Table 1: Types of memory bugs and corresponding treatment the treatment for other types of bugs. If the re-execution fails, it is likely that the program contain uninitialized read bugs. As a result, First-Aid will apply its treatment for future diagnostic process. If the re-execution succeeds, the program unlikely contains uninitialized reads. At the end of the diagnosis process, there are three possible results of the occurring bugs: (1) non-deterministic bugs; (2) memory-management-related bugs; (3) nonmemory-management-related bugs. First-Aid will only handle the second case and pass the bug type and bugtriggering objects to the next two steps. Patch generation. Based on the bug type information reported by the diagnosis step, First-Aid generates corresponding runtime patches. Similar to our previous work Rx, the patches are based on common mistakes programmers often make in memory management. For example, buffer overflow bugs are usually caused by underestimation of the buffer size needed for storing data or miscalculation of the offset when accessing data. A corresponding patch is to conservatively allocate a larger buffer for memory objects, which protect its neighbor regions from corruption and thus avoid failures. Table 1 shows the patches in First-Aid for handling common memory bugs. Unlike the diagnostic treatment, the patch for each bug does not fill canary in memory objects or paddings and thus incurs less runtime overhead. Patch application. To prevent the same bug from recurring, First-Aid applies the patch to memory objects that have the same call-sites of allocation or deallocation as the bug-triggering objects. It is effective because memory objects with the same call-sites of allocation or deallocation often have similar characteristics such as leaking or overflow [4]. Additionally, patch application in First-Aid is much more efficient than Rx. Without detailed bug di-

agnostic information, Rx has to apply patches to all memory objects, which is expensive, and disables the patches after the programs pass the buggy regions. As a result, Rx cannot prevent the same bug from occurring even if the patch has been found and applied once. Furthermore, First-Aid applies the same patch to other processes that are running the same program so that they can prevent triggering the same bug. Instead of hiding bugs from users or developers, FirstAid assists developers in diagnosing and fixing the bugs off-site by providing detailed bug reports.
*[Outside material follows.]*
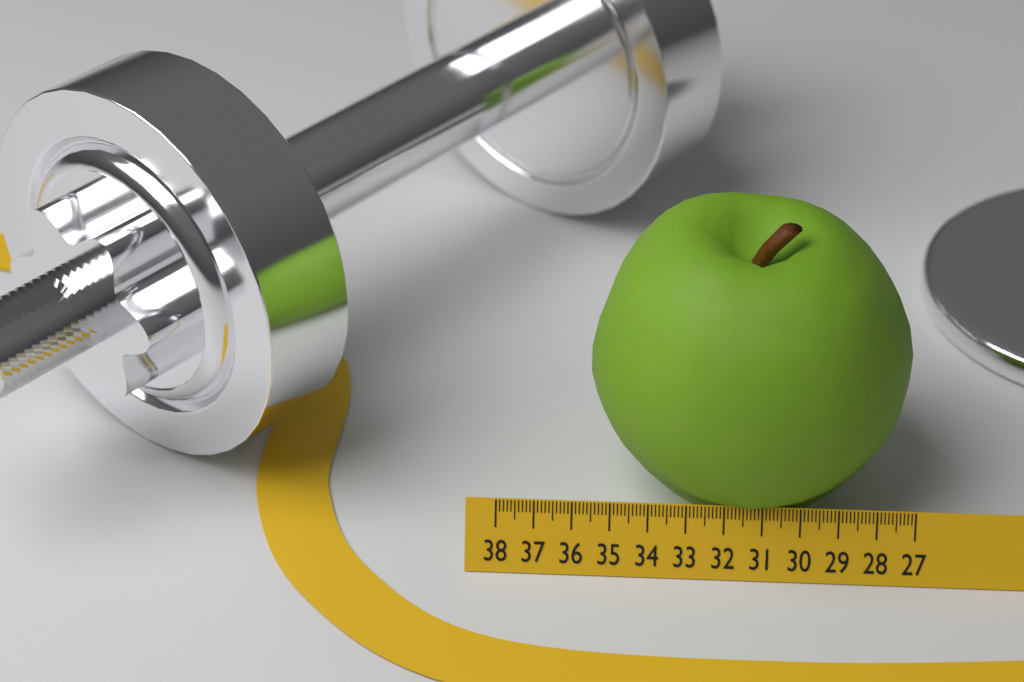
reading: 35.6 (no unit)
When the patch is applied online, First-Aid generates a bug report including the patch information and the diagnosis log. With the detailed call-site information in the patch, developers can easily locate the bug-related memory management code, which may greatly help diagnosing the root cause. If First-Aid fails to generate a runtime patch, developers can quickly narrow down the search scope to bugs other than memory management related ones.

References [1] A. Joshi et al. Detecting past and present intrusions through vulnerability-specific predicates. In SOSP’05. [2] E. D. Berger et al. Diehard: probabilistic memory safety for unsafe languages. SIGPLAN Not., 41(6):158–168, 2006. [3] F. Qin et al. Rx: Treating bugs as allergies – a safe method to survive software failures. In SOSP’05. [4] G. Novark et al. Exterminator: automatically correcting memory errors with high probability. In PLDI’07. [5] J. Tucek et al. Triage: diagnosing production run failures at the user’s site. In SOSP’07. [6] M. Rinard et al. A dynamic technique for eliminating buffer overflow vulnerabilities (and other memory errors). In ACSAC’04. [7] M. Rinard et al. Enhancing server availability and security through failure-oblivious computing. In OSDI’04. [8] V. B. Lvin et al. Archipelago: trading address space for reliability and security. In ASPLOS’08.